1. err in catch is unknown — narrow it

ts
if (err instanceof Error) console.log(err.message);

2. Build custom Error classes and always set name

ts
class ApiError extends Error {
  constructor(msg: string, public status: number) {
    super(msg);
    this.name = 'ApiError'; // shown in logs and stack traces
  }
}

3. Use instanceof to classify errors
String comparisons like err.code === 'XYZ' risk typos and duplication. Class-based checks are safe at compile time.

4. finally always runs — use it for cleanup
Closing files, releasing database connections, releasing locks — put these in finally.

5. Never write an empty catch

ts
try { ... } catch {} // 🚨 swallowing errors — debugging hell

At minimum, log with console.error(err). Otherwise, rethrow.
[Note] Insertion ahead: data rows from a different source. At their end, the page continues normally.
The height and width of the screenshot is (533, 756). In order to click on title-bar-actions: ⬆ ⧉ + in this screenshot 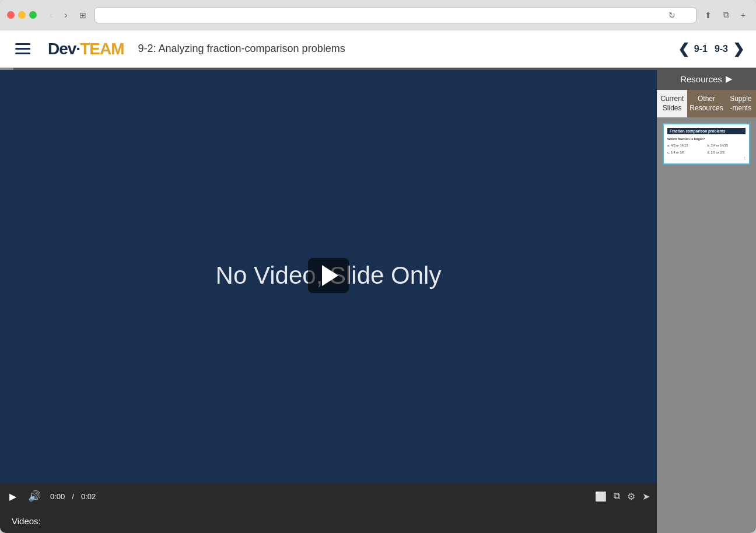, I will do `click(725, 15)`.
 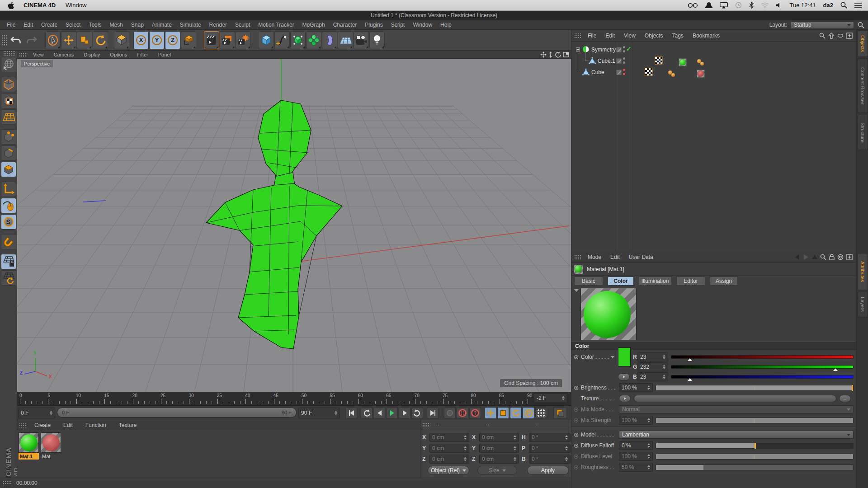 What do you see at coordinates (491, 413) in the screenshot?
I see `key-position-button` at bounding box center [491, 413].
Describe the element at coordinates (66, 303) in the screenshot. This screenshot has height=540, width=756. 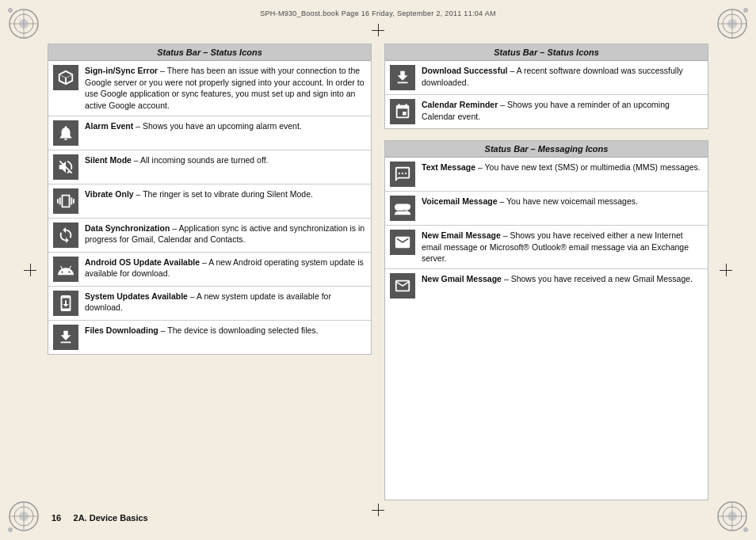
I see `system-update-icon` at that location.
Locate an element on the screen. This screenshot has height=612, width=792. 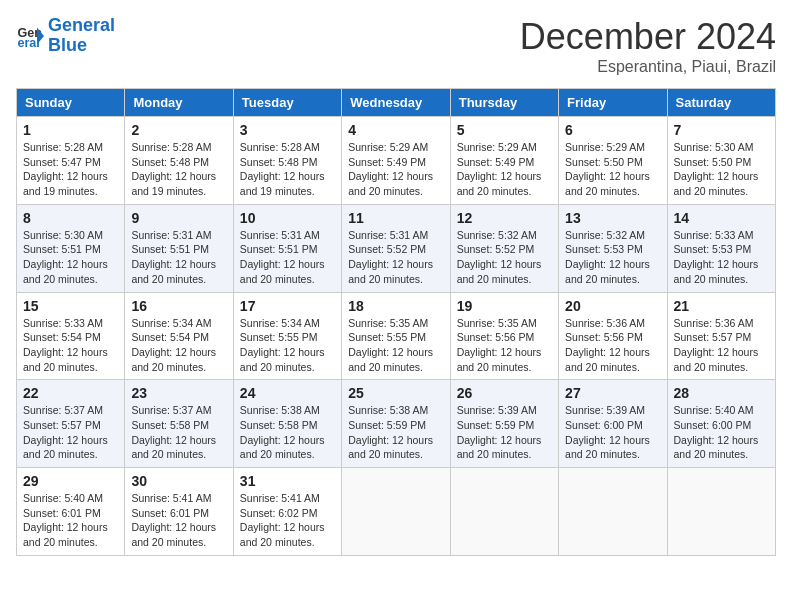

⚡ Try It Yourself — Custom Error + instanceof

Throw different error types and handle them with branching logic in catch.
✏️ JS 코드
📟 Console output
▶ Press the Run button
⚠️ Runs in a browser sandbox — only console.log() is supported; alert/fetch are not.

Check Your Understanding

What is the safest way to narrow `err` in `catch (err) { ... }` in TypeScript?
💡 Because `throw` can throw anything (an Error, a string, an object), the type of `err` is `unknown`. The safe entry point is narrowing with `instanceof Error`. Casting (`as Error`) or `any` access passes compilation but sacrifices runtime safety.